EU loan for Ukraine expected as Hungary oil row eases
Hungary’s oil dispute nearly derailed a €90bn EU loan for Ukraine, exposing how one pipeline can stall bloc-wide wartime funding. A repair to Druzhba cleared the way.

The European Union’s €90bn support package for Ukraine nearly came undone over Russian oil flowing through the Druzhba pipeline, a reminder that even a major wartime commitment can be vulnerable to one member state’s leverage. What was meant to be a straightforward financing bridge for Kyiv’s next two years became tangled in energy politics, with Hungary’s veto and Slovakia’s backing forcing Brussels to wait for the pipeline fight to ease.
EU leaders agreed the loan in December 2025 to cover Ukraine’s 2026-2027 budget gap and help finance military and economic needs. The package was structured as EU-budget-backed borrowing, after leaders failed to unite behind a more controversial plan to tap frozen Russian sovereign assets directly. Those assets remain immobilized in the bloc until Moscow pays war reparations, keeping that broader funding debate alive even as the loan itself moved ahead.
The delay came in February 2026, when Viktor Orbán blocked progress over Russian oil supplies to Hungary. Robert Fico’s government in Slovakia supported the objections, tying the loan’s release to the restoration of flows through Druzhba, which carries Russian crude through Ukraine to both Hungary and Slovakia. The deadlock turned a financial decision into a test of how much influence Budapest and Bratislava could wield over the EU’s wartime support for Kyiv.
By April 22, EU officials were expecting a positive decision, after Ukraine said the damaged pipeline would be repaired by the end of the month. Reports also said MOL, Hungary’s state oil company, had been told that Ukrainian operators were ready to resume transit, and the issue was expected to move to a vote once the line reopened.

A senior EU official said Ukraine’s funding needs for 2026 were covered until the first tranche arrives, with the initial disbursement likely to come at the end of May or in early June. That timing reduces the immediate pressure on Kyiv, but the episode underscored how fragile European consensus can be when energy interests collide with military financing.
For Brussels, the lesson is stark: even after agreeing on a €90bn lifeline, the EU’s backing for Ukraine still depends on managing internal disputes that can be activated by a single pipeline. As the war drags on, the durability of that support will be tested not only by battlefield demands, but by the politics of oil, debt and unanimity inside the bloc.
Know something we missed? Have a correction or additional information?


__TASK TO COMPLETE__. Your answer should be the full set of records, printed exactly as they stand.

Start of SOURCE DATA

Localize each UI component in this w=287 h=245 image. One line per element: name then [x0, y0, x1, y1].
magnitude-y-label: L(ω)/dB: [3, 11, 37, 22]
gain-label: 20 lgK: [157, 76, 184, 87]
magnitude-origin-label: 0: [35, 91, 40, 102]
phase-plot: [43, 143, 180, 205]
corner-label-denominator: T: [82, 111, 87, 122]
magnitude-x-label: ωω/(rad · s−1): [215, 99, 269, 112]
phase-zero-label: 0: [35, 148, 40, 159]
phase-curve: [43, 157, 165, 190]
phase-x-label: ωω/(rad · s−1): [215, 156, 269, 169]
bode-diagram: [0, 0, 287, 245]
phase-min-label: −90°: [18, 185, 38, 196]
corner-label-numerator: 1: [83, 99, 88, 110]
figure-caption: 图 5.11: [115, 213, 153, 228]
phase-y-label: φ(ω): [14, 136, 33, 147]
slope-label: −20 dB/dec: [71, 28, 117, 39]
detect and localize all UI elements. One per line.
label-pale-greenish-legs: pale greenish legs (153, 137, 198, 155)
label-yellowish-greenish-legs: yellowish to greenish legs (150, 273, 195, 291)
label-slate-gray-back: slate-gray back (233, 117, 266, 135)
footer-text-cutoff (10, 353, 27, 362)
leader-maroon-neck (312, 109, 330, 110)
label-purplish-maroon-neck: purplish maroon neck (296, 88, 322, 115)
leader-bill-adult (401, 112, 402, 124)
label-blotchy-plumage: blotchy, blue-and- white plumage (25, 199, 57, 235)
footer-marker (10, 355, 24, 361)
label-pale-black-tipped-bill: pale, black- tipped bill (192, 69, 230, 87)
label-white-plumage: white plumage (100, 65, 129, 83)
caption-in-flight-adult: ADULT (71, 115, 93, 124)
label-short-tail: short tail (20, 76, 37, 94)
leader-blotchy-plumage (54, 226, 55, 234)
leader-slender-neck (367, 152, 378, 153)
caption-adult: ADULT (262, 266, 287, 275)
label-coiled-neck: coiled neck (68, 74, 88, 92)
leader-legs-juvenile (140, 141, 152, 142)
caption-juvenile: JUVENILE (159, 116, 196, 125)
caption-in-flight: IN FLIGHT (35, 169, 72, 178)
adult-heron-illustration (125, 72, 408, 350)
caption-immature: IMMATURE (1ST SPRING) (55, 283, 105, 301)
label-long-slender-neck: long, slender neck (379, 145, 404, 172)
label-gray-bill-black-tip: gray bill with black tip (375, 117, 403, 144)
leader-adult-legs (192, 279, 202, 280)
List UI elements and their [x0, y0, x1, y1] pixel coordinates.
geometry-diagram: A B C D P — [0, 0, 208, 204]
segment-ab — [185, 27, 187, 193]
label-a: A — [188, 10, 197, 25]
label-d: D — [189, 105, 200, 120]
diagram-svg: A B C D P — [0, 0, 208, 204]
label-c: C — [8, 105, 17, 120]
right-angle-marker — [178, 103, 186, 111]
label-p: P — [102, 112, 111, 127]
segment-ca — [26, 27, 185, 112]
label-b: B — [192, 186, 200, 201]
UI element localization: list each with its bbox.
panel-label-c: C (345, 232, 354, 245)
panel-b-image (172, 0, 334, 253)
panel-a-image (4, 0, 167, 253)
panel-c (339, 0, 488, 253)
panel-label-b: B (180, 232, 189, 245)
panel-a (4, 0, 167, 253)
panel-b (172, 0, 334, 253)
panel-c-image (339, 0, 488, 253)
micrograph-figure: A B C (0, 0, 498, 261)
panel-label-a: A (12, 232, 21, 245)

End of SOURCE DATA

__ANSWER TO THIS PROBLEM__.
Localize each UI component in this w=287 h=245 image. One line per element: name then [x0, y0, x1, y1].
magnitude-y-label: L(ω)/dB: [3, 11, 37, 22]
gain-label: 20 lgK: [157, 76, 184, 87]
magnitude-origin-label: 0: [35, 91, 40, 102]
phase-plot: [43, 143, 180, 205]
corner-label-denominator: T: [82, 111, 87, 122]
magnitude-x-label: ωω/(rad · s−1): [215, 99, 269, 112]
phase-zero-label: 0: [35, 148, 40, 159]
phase-curve: [43, 157, 165, 190]
phase-x-label: ωω/(rad · s−1): [215, 156, 269, 169]
bode-diagram: [0, 0, 287, 245]
phase-min-label: −90°: [18, 185, 38, 196]
corner-label-numerator: 1: [83, 99, 88, 110]
figure-caption: 图 5.11: [115, 213, 153, 228]
phase-y-label: φ(ω): [14, 136, 33, 147]
slope-label: −20 dB/dec: [71, 28, 117, 39]
detect and localize all UI elements. One per line.
label-pale-greenish-legs: pale greenish legs (153, 137, 198, 155)
label-yellowish-greenish-legs: yellowish to greenish legs (150, 273, 195, 291)
label-slate-gray-back: slate-gray back (233, 117, 266, 135)
footer-text-cutoff (10, 353, 27, 362)
leader-maroon-neck (312, 109, 330, 110)
label-purplish-maroon-neck: purplish maroon neck (296, 88, 322, 115)
leader-bill-adult (401, 112, 402, 124)
label-blotchy-plumage: blotchy, blue-and- white plumage (25, 199, 57, 235)
footer-marker (10, 355, 24, 361)
label-pale-black-tipped-bill: pale, black- tipped bill (192, 69, 230, 87)
label-white-plumage: white plumage (100, 65, 129, 83)
caption-in-flight-adult: ADULT (71, 115, 93, 124)
label-short-tail: short tail (20, 76, 37, 94)
leader-blotchy-plumage (54, 226, 55, 234)
leader-slender-neck (367, 152, 378, 153)
caption-adult: ADULT (262, 266, 287, 275)
label-coiled-neck: coiled neck (68, 74, 88, 92)
leader-legs-juvenile (140, 141, 152, 142)
caption-juvenile: JUVENILE (159, 116, 196, 125)
caption-in-flight: IN FLIGHT (35, 169, 72, 178)
adult-heron-illustration (125, 72, 408, 350)
caption-immature: IMMATURE (1ST SPRING) (55, 283, 105, 301)
label-long-slender-neck: long, slender neck (379, 145, 404, 172)
label-gray-bill-black-tip: gray bill with black tip (375, 117, 403, 144)
leader-adult-legs (192, 279, 202, 280)
List UI elements and their [x0, y0, x1, y1] pixel coordinates.
geometry-diagram: A B C D P — [0, 0, 208, 204]
segment-ab — [185, 27, 187, 193]
label-a: A — [188, 10, 197, 25]
label-d: D — [189, 105, 200, 120]
diagram-svg: A B C D P — [0, 0, 208, 204]
label-c: C — [8, 105, 17, 120]
right-angle-marker — [178, 103, 186, 111]
label-p: P — [102, 112, 111, 127]
segment-ca — [26, 27, 185, 112]
label-b: B — [192, 186, 200, 201]
UI element localization: list each with its bbox.
panel-label-c: C (345, 232, 354, 245)
panel-b-image (172, 0, 334, 253)
panel-a-image (4, 0, 167, 253)
panel-c (339, 0, 488, 253)
panel-label-b: B (180, 232, 189, 245)
panel-a (4, 0, 167, 253)
panel-b (172, 0, 334, 253)
panel-c-image (339, 0, 488, 253)
micrograph-figure: A B C (0, 0, 498, 261)
panel-label-a: A (12, 232, 21, 245)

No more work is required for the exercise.